Discussion: To capitalize, CTOs should prioritize agentic AI pilots in clearly bounded use cases, invest in open banking and real-time payment connectivity, and selectively leverage network APIs to modernize payment decisioning while legacy decommissioning lags.

Tech Implications

  • Tokenization demands new custody and core hooks. Nasdaq’s tokenized securities plan will force banks to support hybrid models where the same economic asset exists as both traditional book-entry and tokenized representation. This requires extensible core banking and securities platforms, digital-asset-aware custody layers, and standardized interfaces for on-chain/off-chain reconciliation, collateral management, and corporate actions.
  • Agentic AI needs real-time data and guardrails. Starling’s agentic AI assistant and Aveni’s oversight initiative highlight that autonomous agents require low-latency access to transaction, product, and risk data plus robust policy constraints. Architecturally, this favors event-driven designs, fine-grained entitlements, and AI control planes that log, simulate, and constrain agent behavior for auditability and consumer duty compliance.
  • Open banking and wearable POS test API maturity. The smartwatch POS launch via open banking APIs shows how third parties will increasingly orchestrate the front-end experience while banks supply regulated rails and data. Banks need secure, well-documented, high-availability APIs, strong consent management, and anomaly detection to handle higher-frequency, low-value, device-originated payment flows without elevating fraud risk.

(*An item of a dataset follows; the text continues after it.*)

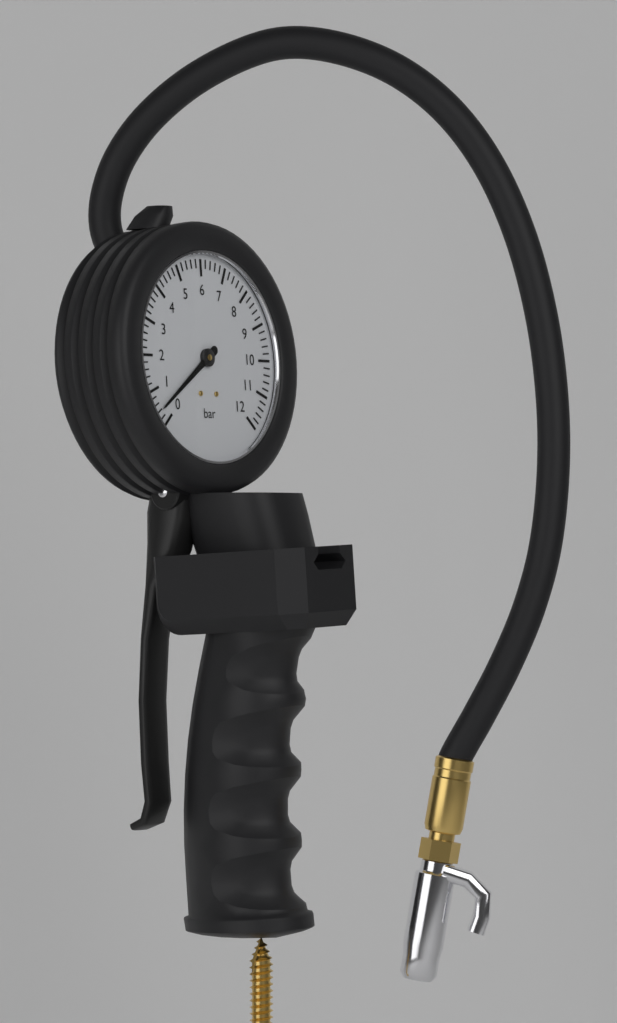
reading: 0.4 bar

Discussion: Engineering leaders should double down on API-first, event-driven architectures and introduce AI governance tooling as a first-class platform concern. Core modernization roadmaps must explicitly plan for digital asset support, richer consent and identity layers, and real-time risk evaluation at the edge.

CTO Action Items

This week, prioritize a cross-functional review of your AI portfolio: inventory where agentic or semi-autonomous behavior is emerging (customer assistants, surveillance, workforce tools) and ensure you have explicit guardrails, logging, and human-in-the-loop controls. Ask your architecture teams to produce a short briefing on what Nasdaq’s move into tokenized securities would require from your custody, core banking, and risk systems over a 3–5 year horizon. In parallel, stress-test your credit and liquidity risk models against an extended high-energy-price scenario and confirm that the underlying data feeds and assumptions are still valid. Finally, accelerate API hardening and observability for open banking and real-time payments, as wearable and embedded endpoints will increase transaction volumes, edge-originated risk, and expectations for instant, intelligent authorization decisions.